09 February 2008

Blimp

Already sounds like a word from a poem by Edwin Morgan. I love this idea. Never mind the impracticality of pumping water. Let gravity take care of sewage. Electricity will be conducted by astonishingly fine, astonishingly conductive rare metals. Winds will blow, and people will talk nostalgically of being grounded.

07 February 2008

Cantuar

It's not clear from the press what Dr Williams had in mind, but it won't be the sort of thing the mad dogs have been howling over. There is no way even he, with his knees on a hassock and head in the clouds, could seriously suggest applying sharia law to anyone who doesn't consent. So it couldn't apply in matrimonial cases (children to consider, even if women can be assumed to be giving free consent) or family inheritance cases (what about potential beneficiaries who don't consent to the sharia court?) let alone in criminal cases.

There may - just - be an argument for using a sharia court as an agreed arbitrator in contract cases, much as one might have the Royal Institution of Chartered Surveyors written into a contract as arbiter for development disputes. Consenting adults should be able to decide how to settle their disputes. However, this would be fair only between bargainers of equal bargaining power. And even then, just imagine the hoohah when someone appeals against the decision of such a sharia court because it's partial (judges related to plaintiff), incompetent (judges comatose) or capricious (judges didn't consider evidence), just to take three examples that might happen in any tribunal. In such a case, the appeal would lie to the civil courts in the usual way. "English Law Overrules Sharia!" "English Rules OK!" Just imagine. And heaven forfend that it's a Jewish judge in the Appeal Court.

The prelate espouses a misguided pluralism, to put it mildly. Nevertheless, it doesn't take too much imagination to foresee this as encouragement and sanction for enclaves of sharia law in the sort of place where young men like Abu Izzadeen can say to the Home Secretary: "How dare you come here, to a Muslim area, after you have arrested Muslims..." It's already happening informally. There are tribal areas in New Zealand which apply tribal law with the consent of the state, and I believe there are many other places around the world with such enclaves, where colonisers have exempted certain areas from application of their Law. Should it make any difference whether such enclaves are indigenous or immigrant? Personally, I deplore that sort of separation whatever its genesis, but then I'd do away with faith schools and the established church and -- don't get me started. Let's keep one law for all, please.


Update
Here's what he said.

05 February 2008

Rant

On one of the forums where I lurk, someone is complaining that the editors of a magazine suggested changes to their submission which would have radically altered the poem, nay changed the whole tenor. The poster adds that they never had much faith in those editors' judgement anyway.

So why are they sending their poems there?

It is easy to get enraged over exchanges like this, so I won't. It can be very dodgy offering unsolicited crit. Some people are adult enough to welcome it, but others are prickly as hell. Why do they send stuff in the first place if they don't value the editor's judgement?

As for solicited crit, you know it's going to be a disaster from the off. Anyone who needs to ask isn't going to like what you're going to say. Anyone with an ounce of sense knows that editors won't have time to write a word more than they have to unless they want to. It takes too long to work out a tactful way to tell someone their work is crap. Or just boring.

Some would-be contributors have an attitude problem: they seem to think that there's a kind of bar of general competence they have to clear.
Er, NO.
They have to write a poem that the editor thinks other people are prepared to pay money to read.

Plus, that poem has to fit in with the other poems on the shortlist. So the ten millionth brilliant poem about Alzheimer's probably ain't going to cut it.

The editor's judgement may be a bit idiosyncratic, but the editor's best placed to know the sort of people lined up prepared to pay for poems in that particular magazine, and how far to push their tolerance - so like it or not, the would-be contributor has got to accept that judgement. Anyway, why are they sending their precious poems there in the first place if they don't?

I'm well into my second year editing at Seam. It feels like a hundred. When I started out, I was more liberal with my comments than I am now. One classic response was from a man who wrote that he'd taken on board my suggestions, and had sent his revised poem to a competition where it had won a prize... (Thanks, mate, you're welcome.)

I don't know about other editors, but the biog is the last thing I read. And I'm trying to draft a catch-all rejection slip that is somewhat more gracious than the one I got from Brando's Hat, years ago, after about six months. We are sorry you have not been successful - a thin line of type crudely scissored from thirtynine identical others on a page of A4.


**THE PROBLEM:**
State only how many lines below include the string "right".

─── PROVIDED DATA ───

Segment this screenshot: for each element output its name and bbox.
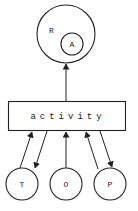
activity-box: activity — [9, 102, 126, 131]
edge-activity-to-t — [35, 131, 47, 168]
node-o-label: O — [64, 180, 69, 189]
node-o: O — [50, 168, 82, 200]
edge-t-to-activity — [20, 132, 32, 168]
node-a-label: A — [70, 40, 75, 49]
node-r: R — [37, 5, 95, 63]
node-a: A — [61, 33, 83, 55]
node-p: P — [94, 168, 126, 200]
node-p-label: P — [108, 180, 113, 189]
edge-p-to-activity — [86, 132, 98, 169]
node-t: T — [6, 168, 38, 200]
node-t-label: T — [20, 180, 25, 189]
activity-box-label: activity — [30, 112, 105, 122]
node-r-label: R — [49, 26, 54, 35]
edge-activity-to-p — [100, 131, 112, 167]
node-r-circle — [37, 5, 95, 63]
diagram-canvas: R A activity T O P — [0, 0, 138, 211]
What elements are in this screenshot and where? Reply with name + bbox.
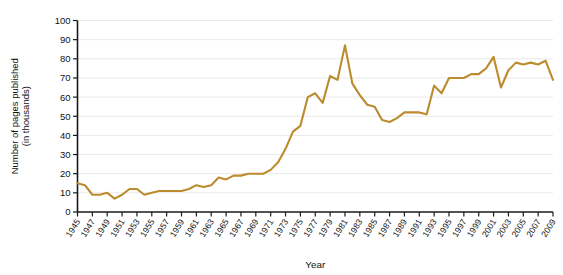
y-tick-label: 100 [55,15,71,26]
x-tick-label: 1995 [435,217,454,239]
x-tick-label: 1979 [316,217,335,239]
svg-text:(in thousands): (in thousands) [20,86,31,146]
x-tick-label: 1955 [138,217,157,239]
x-axis-title: Year [305,259,326,270]
x-tick-label: 2007 [524,217,543,239]
grid-lines [78,21,554,193]
x-tick-label: 1951 [108,217,127,239]
x-tick-label: 1991 [405,217,424,239]
y-tick-label: 50 [60,111,71,122]
x-tick-label: 1987 [376,217,395,239]
x-tick-label: 1969 [242,217,261,239]
y-tick-label: 80 [60,53,71,64]
line-chart: 0102030405060708090100194519471949195119… [0,0,563,275]
x-tick-label: 1977 [301,217,320,239]
y-tick-label: 70 [60,72,71,83]
x-tick-label: 2009 [539,217,558,239]
x-tick-label: 2003 [495,217,514,239]
x-tick-label: 1993 [420,217,439,239]
x-tick-label: 1961 [182,217,201,239]
y-tick-label: 20 [60,168,71,179]
x-tick-label: 1975 [286,217,305,239]
x-tick-label: 1957 [153,217,172,239]
x-tick-label: 1997 [450,217,469,239]
data-series-line [78,45,554,198]
x-tick-label: 2001 [480,217,499,239]
x-axis: 1945194719491951195319551957195919611963… [64,212,558,239]
x-tick-label: 1947 [78,217,97,239]
x-tick-label: 2005 [509,217,528,239]
x-tick-label: 1965 [212,217,231,239]
y-tick-label: 0 [65,206,70,217]
x-tick-label: 1949 [93,217,112,239]
y-tick-label: 10 [60,187,71,198]
x-tick-label: 1999 [465,217,484,239]
y-tick-label: 30 [60,149,71,160]
x-tick-label: 1983 [346,217,365,239]
x-tick-label: 1981 [331,217,350,239]
y-axis-title: Number of pages published(in thousands) [9,58,31,174]
y-tick-label: 90 [60,34,71,45]
x-tick-label: 1967 [227,217,246,239]
y-tick-label: 60 [60,92,71,103]
x-tick-label: 1959 [168,217,187,239]
x-tick-label: 1953 [123,217,142,239]
x-tick-label: 1989 [390,217,409,239]
y-axis: 0102030405060708090100 [55,15,78,218]
chart-container: 0102030405060708090100194519471949195119… [0,0,563,275]
x-tick-label: 1945 [64,217,83,239]
x-tick-label: 1971 [257,217,276,239]
y-tick-label: 40 [60,130,71,141]
svg-text:Number of pages published: Number of pages published [9,58,20,174]
x-tick-label: 1963 [197,217,216,239]
x-tick-label: 1973 [272,217,291,239]
x-tick-label: 1985 [361,217,380,239]
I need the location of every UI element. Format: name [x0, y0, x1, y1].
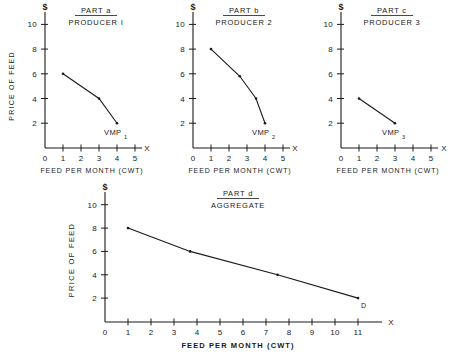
x-tick-label: 4 [411, 154, 416, 163]
x-tick-label: 2 [149, 328, 154, 337]
panel-part-c: 10 8 6 4 2 0 1 2 3 4 5 $ X PART c PRODUC… [296, 0, 458, 178]
y-tick-label: 6 [92, 247, 97, 256]
y-tick-label: 10 [28, 20, 38, 29]
y-tick-label: 4 [180, 95, 185, 104]
x-tick-label: 5 [429, 154, 434, 163]
part-label: PART a [81, 6, 111, 15]
y-tick-label: 4 [328, 95, 333, 104]
x-tick-label: 5 [218, 328, 223, 337]
x-axis-title: FEED PER MONTH (CWT) [181, 341, 294, 350]
x-axis-title: FEED PER MONTH (CWT) [336, 167, 439, 175]
x-tick-label: 1 [126, 328, 131, 337]
x-tick-label: 4 [115, 154, 120, 163]
x-axis-end-mark: X [388, 318, 394, 327]
x-axis-title: FEED PER MONTH (CWT) [188, 167, 291, 175]
y-tick-label: 2 [180, 119, 185, 128]
demand-curve [128, 228, 358, 298]
x-tick-label: 7 [264, 328, 269, 337]
aggregate-label: AGGREGATE [211, 201, 265, 210]
dollar-symbol: $ [338, 2, 343, 12]
x-tick-label: 0 [339, 154, 344, 163]
y-tick-label: 10 [88, 201, 98, 210]
x-tick-label: 5 [133, 154, 138, 163]
x-tick-label: 8 [287, 328, 292, 337]
curve-label: VMP [382, 128, 399, 137]
vmp-curve [63, 74, 117, 123]
y-tick-label: 2 [328, 119, 333, 128]
x-tick-label: 0 [191, 154, 196, 163]
x-tick-label: 1 [209, 154, 214, 163]
x-tick-label: 3 [393, 154, 398, 163]
y-tick-label: 10 [176, 20, 186, 29]
data-point-markers [62, 73, 119, 125]
chart-part-b: 10 8 6 4 2 0 1 2 3 4 5 $ X PART b PRODUC… [148, 0, 300, 178]
part-label: PART b [229, 6, 259, 15]
y-tick-label: 8 [328, 45, 333, 54]
y-tick-label: 8 [92, 224, 97, 233]
part-label: PART c [377, 6, 407, 15]
panel-part-a: 10 8 6 4 2 0 1 2 3 4 5 $ X PART a PRODUC… [0, 0, 152, 178]
producer-label: PRODUCER 3 [363, 18, 420, 27]
y-axis-title: PRICE OF FEED [67, 223, 76, 297]
curve-label-subscript: 3 [402, 134, 405, 140]
x-tick-label: 1 [61, 154, 66, 163]
y-tick-label: 4 [92, 271, 97, 280]
x-axis-title: FEED PER MONTH (CWT) [40, 167, 143, 175]
x-tick-label: 5 [281, 154, 286, 163]
y-tick-label: 8 [180, 45, 185, 54]
x-tick-label: 2 [375, 154, 380, 163]
vmp-curve [211, 49, 265, 123]
vmp-curve [359, 99, 395, 124]
curve-label: VMP [252, 128, 269, 137]
y-tick-label: 6 [32, 70, 37, 79]
x-tick-label: 4 [263, 154, 268, 163]
x-tick-label: 9 [310, 328, 315, 337]
y-axis-title: PRICE OF FEED [8, 51, 15, 120]
chart-part-a: 10 8 6 4 2 0 1 2 3 4 5 $ X PART a PRODUC… [0, 0, 152, 178]
x-tick-label: 4 [195, 328, 200, 337]
y-tick-label: 2 [92, 294, 97, 303]
y-tick-label: 8 [32, 45, 37, 54]
curve-label: VMP [104, 128, 121, 137]
panel-part-b: 10 8 6 4 2 0 1 2 3 4 5 $ X PART b PRODUC… [148, 0, 300, 178]
x-tick-label: 3 [172, 328, 177, 337]
x-tick-label: 3 [97, 154, 102, 163]
dollar-symbol: $ [102, 182, 107, 192]
x-tick-label: 10 [330, 328, 340, 337]
x-tick-label: 3 [245, 154, 250, 163]
y-tick-label: 4 [32, 95, 37, 104]
x-axis-end-mark: X [441, 144, 447, 153]
y-tick-label: 6 [328, 70, 333, 79]
producer-label: PRODUCER 2 [215, 18, 272, 27]
y-tick-label: 6 [180, 70, 185, 79]
panel-part-d: 10 8 6 4 2 0 1 2 3 4 5 6 7 8 9 10 11 $ X… [60, 182, 420, 352]
data-point-markers [210, 48, 267, 125]
chart-part-d: 10 8 6 4 2 0 1 2 3 4 5 6 7 8 9 10 11 $ X… [60, 182, 420, 352]
chart-part-c: 10 8 6 4 2 0 1 2 3 4 5 $ X PART c PRODUC… [296, 0, 458, 178]
x-tick-label: 0 [43, 154, 48, 163]
y-tick-label: 10 [324, 20, 334, 29]
curve-label-subscript: 1 [124, 134, 127, 140]
x-tick-label: 1 [357, 154, 362, 163]
dollar-symbol: $ [190, 2, 195, 12]
y-tick-label: 2 [32, 119, 37, 128]
dollar-symbol: $ [42, 2, 47, 12]
x-tick-label: 6 [241, 328, 246, 337]
curve-label-subscript: 2 [272, 134, 275, 140]
curve-label: D [361, 302, 366, 309]
x-tick-label: 2 [79, 154, 84, 163]
producer-label: PRODUCER I [68, 18, 123, 27]
part-label: PART d [223, 189, 253, 198]
x-tick-label: 2 [227, 154, 232, 163]
x-tick-label: 0 [103, 328, 108, 337]
x-tick-label: 11 [354, 328, 363, 337]
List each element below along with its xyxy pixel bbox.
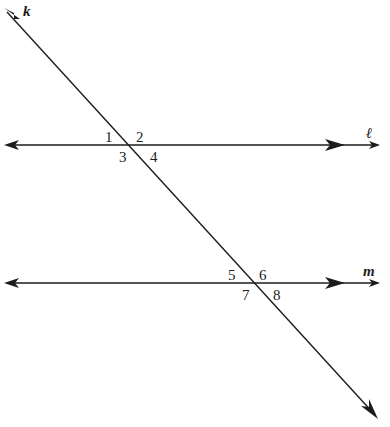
line-label-m: m: [363, 264, 375, 279]
line-label-l: ℓ: [366, 126, 372, 141]
angle-label-2: 2: [136, 130, 144, 145]
angle-label-8: 8: [273, 288, 281, 303]
geometry-diagram: k ℓ m 1 2 3 4 5 6 7 8: [0, 0, 390, 427]
transversal-k-stroke: [7, 12, 375, 415]
angle-label-5: 5: [228, 268, 236, 283]
line-label-k: k: [23, 4, 31, 19]
angle-label-4: 4: [150, 150, 158, 165]
angle-label-3: 3: [119, 150, 127, 165]
angle-label-1: 1: [105, 130, 113, 145]
angle-label-7: 7: [242, 288, 250, 303]
geometry-svg: [0, 0, 390, 427]
line-m-group: [4, 277, 380, 289]
transversal-k-group: [4, 8, 378, 419]
line-l-group: [4, 139, 380, 151]
angle-label-6: 6: [259, 268, 267, 283]
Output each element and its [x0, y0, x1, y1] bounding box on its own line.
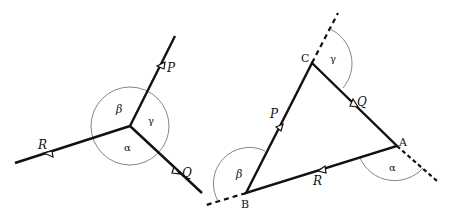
force-line-p	[130, 36, 175, 126]
force-line-q	[130, 126, 202, 193]
force-line-r	[15, 126, 130, 163]
vertex-label-b: B	[241, 198, 249, 211]
angle-label-beta: β	[115, 103, 122, 116]
vertex-label-c: C	[301, 52, 309, 65]
angle-label-alpha: α	[124, 142, 131, 153]
arrow-icon-side-r	[318, 166, 326, 173]
exterior-angle-alpha: α	[389, 162, 396, 173]
side-label-q: Q	[357, 95, 367, 109]
angle-label-gamma: γ	[148, 115, 154, 126]
extension-line-a	[397, 146, 437, 181]
force-label-r: R	[37, 138, 47, 152]
force-label-p: P	[166, 61, 176, 75]
force-label-q: Q	[182, 166, 192, 180]
vertex-label-a: A	[398, 136, 408, 149]
exterior-angle-beta: β	[235, 168, 242, 181]
right-figure-force-triangle: P Q R A B C α β γ	[203, 13, 437, 211]
left-figure-three-forces: P Q R α β γ	[15, 36, 202, 193]
side-label-p: P	[269, 107, 279, 121]
lami-theorem-diagram: P Q R α β γ P Q R A B C α β γ	[0, 0, 451, 219]
extension-line-b	[203, 193, 246, 206]
exterior-angle-gamma: γ	[330, 53, 336, 64]
side-label-r: R	[312, 174, 322, 188]
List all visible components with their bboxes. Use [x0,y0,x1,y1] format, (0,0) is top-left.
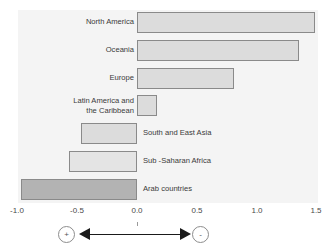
arrow-line [89,234,182,236]
x-tick-label: -0.5 [70,206,84,215]
x-tick-label: 1.5 [310,206,321,215]
bar-rect[interactable] [137,68,234,89]
category-label: South and East Asia [143,128,263,138]
category-label: North America [42,17,134,27]
category-label: Oceania [42,45,134,55]
bar-rect[interactable] [137,95,157,116]
category-label: Europe [42,73,134,83]
arrow-head-right-icon [180,228,191,240]
bar-rect[interactable] [21,179,137,200]
positive-marker-icon: + [58,226,75,243]
bar-rect[interactable] [69,151,137,172]
category-label: Sub -Saharan Africa [143,156,263,166]
x-tick-label: 0.0 [131,206,142,215]
direction-legend: + - [0,218,334,251]
x-tick-label: -1.0 [10,206,24,215]
category-label: Arab countries [143,184,263,194]
bar-rect[interactable] [137,12,315,33]
bar-chart: North AmericaOceaniaEuropeLatin America … [0,0,334,251]
x-tick-label: 1.0 [251,206,262,215]
category-label: Latin America and the Caribbean [28,96,134,115]
bar-rect[interactable] [81,123,137,144]
bar-rect[interactable] [137,40,299,61]
x-tick-label: 0.5 [191,206,202,215]
zero-tick-mark [137,222,138,226]
negative-marker-icon: - [192,226,209,243]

───

**SOLUTION BELOW:**
2